Review: ‘Night Of The Hunted’

Franck Khalfoun Injects Culture War Rhetoric Into A Sniper Thriller.

Director Franck Khalfoun is responsible for one of my favorite remakes in recent history, Maniac (2012). Knowing the care he took to pay homage to one of my favorite genre films while also making it his own, showed me that knew what he was doing when it came to filmmaking. So when I saw his name attached to Night of the Hunted I jumped at the opportunity to check it out. 

Pharmaceutical rep Alice (Camille Rowe) is picked up in the middle of the night from a hotel by her friend John (Jeremy Scippio) to head to an appointment for fertility treatments. Along the way they are pinned down at a remote gas station by a sociopathic sniper with a hidden agenda. While dodging bullets, trying to survive she’s desperately attempting to figure out exactly why he wants her dead. 

There’s quite a bit to unpack in just the opening few scenes alone. The film opens with our view of a motel through the windshield of a vehicle. Military dog tags hanging from the rearview. We have Alice getting a phone call from her husband at 2am discussing fertility treatments and there seems to be a disconnect between the two, as if the relationship is on the rocks. During this we see that she is not alone in the room, there is an anonymous man sharing her bed. She slips out and hops in the car with her coworker John who seems to be an object of affection as well. Already you can kind of feel where this headed once she’s trapped in the gas station. Could the sniper be a jilted lover? But no, the viewer is thrown a curve ball once we find out that the gunman is a fringe, conspiracy-driven nut spouting buzzwords pulled directly from the headlines of the past few years. January 6th, vaccine mandates, evil pharmaceutical companies, 5g microchips and the like, feels like Khalfoun pulled his inspiration for the character directly from the Fox News headlines. 

I really liked the tension Khalfoun was able to create here. He was able to draw you into the situation and put you in Alice’s shoes. The helpless feeling of being trapped in one location with a crazed gunman just out of sight and not knowing exactly where the shots are coming from. The few random people that could rescue you are gunned down before they even have a chance. A billboard proclaiming “GODISNOWHERE” towering over. There is literally no hope and the viewer feels that. It’s palpable. My only real issue with this film is the heavy-handedness of the shooter’s motives. I understand it’s a time capsule of the headline issues of 2020 to the present day. An outsider’s view of American politics, of the right vs the left, woke vs red pill-ers but it ended up feeling like a parody of what I thought could have been a great premise for a movie. I felt that Alice’s character had enough going on to fuel the shooter’s motive without making it a current event. Infidelity is a timeless trope and wouldn’t have made this something that could be watchable at any time without drawing the viewer back to the events of the past few years.

That being said, I enjoyed the movie even with the issues I had. Khalfoun really knows how to create a tense moment and a bleak feeling of helplessness. I just wish he would have taken a different route and not confined this to a specific time frame. For me, that limits the rewatchability. But I will say it’s worth the watch at least once. Night of the Hunted will be available on Shudder October 20th.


◆ Your instructions ◆
Down to the last line, repeat the data below exactly.

◆ Data supplied ◆
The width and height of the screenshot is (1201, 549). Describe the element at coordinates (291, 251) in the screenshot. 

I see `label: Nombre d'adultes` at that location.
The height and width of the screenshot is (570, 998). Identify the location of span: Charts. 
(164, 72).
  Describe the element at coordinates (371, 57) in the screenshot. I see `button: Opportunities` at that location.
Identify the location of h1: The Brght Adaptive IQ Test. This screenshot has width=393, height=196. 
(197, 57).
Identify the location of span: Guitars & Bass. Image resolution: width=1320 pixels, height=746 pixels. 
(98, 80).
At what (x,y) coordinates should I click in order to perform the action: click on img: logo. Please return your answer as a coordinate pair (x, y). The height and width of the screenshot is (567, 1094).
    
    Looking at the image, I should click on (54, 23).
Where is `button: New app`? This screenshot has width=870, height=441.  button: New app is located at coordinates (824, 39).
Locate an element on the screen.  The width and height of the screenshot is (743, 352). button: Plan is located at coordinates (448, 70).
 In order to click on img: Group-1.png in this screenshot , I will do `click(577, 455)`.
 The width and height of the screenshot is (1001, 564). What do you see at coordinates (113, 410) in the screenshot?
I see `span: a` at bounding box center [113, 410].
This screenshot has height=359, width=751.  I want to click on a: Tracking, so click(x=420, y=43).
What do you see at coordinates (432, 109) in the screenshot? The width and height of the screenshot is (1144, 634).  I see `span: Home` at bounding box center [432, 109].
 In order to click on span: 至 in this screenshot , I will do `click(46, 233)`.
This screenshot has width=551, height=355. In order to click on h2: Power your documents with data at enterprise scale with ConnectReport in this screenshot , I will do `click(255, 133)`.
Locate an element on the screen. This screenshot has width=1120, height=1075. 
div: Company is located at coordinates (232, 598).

◆ Exercise output ◆
The width and height of the screenshot is (1201, 549). Describe the element at coordinates (291, 251) in the screenshot. 

I see `label: Nombre d'adultes` at that location.
The height and width of the screenshot is (570, 998). Identify the location of span: Charts. 
(164, 72).
  Describe the element at coordinates (371, 57) in the screenshot. I see `button: Opportunities` at that location.
Identify the location of h1: The Brght Adaptive IQ Test. This screenshot has width=393, height=196. 
(197, 57).
Identify the location of span: Guitars & Bass. Image resolution: width=1320 pixels, height=746 pixels. 
(98, 80).
At what (x,y) coordinates should I click in order to perform the action: click on img: logo. Please return your answer as a coordinate pair (x, y). The height and width of the screenshot is (567, 1094).
    
    Looking at the image, I should click on (54, 23).
Where is `button: New app`? This screenshot has width=870, height=441.  button: New app is located at coordinates (824, 39).
Locate an element on the screen.  The width and height of the screenshot is (743, 352). button: Plan is located at coordinates (448, 70).
 In order to click on img: Group-1.png in this screenshot , I will do `click(577, 455)`.
 The width and height of the screenshot is (1001, 564). What do you see at coordinates (113, 410) in the screenshot?
I see `span: a` at bounding box center [113, 410].
This screenshot has height=359, width=751.  I want to click on a: Tracking, so click(x=420, y=43).
What do you see at coordinates (432, 109) in the screenshot? The width and height of the screenshot is (1144, 634).  I see `span: Home` at bounding box center [432, 109].
 In order to click on span: 至 in this screenshot , I will do `click(46, 233)`.
This screenshot has width=551, height=355. In order to click on h2: Power your documents with data at enterprise scale with ConnectReport in this screenshot , I will do `click(255, 133)`.
Locate an element on the screen. This screenshot has width=1120, height=1075. 
div: Company is located at coordinates (232, 598).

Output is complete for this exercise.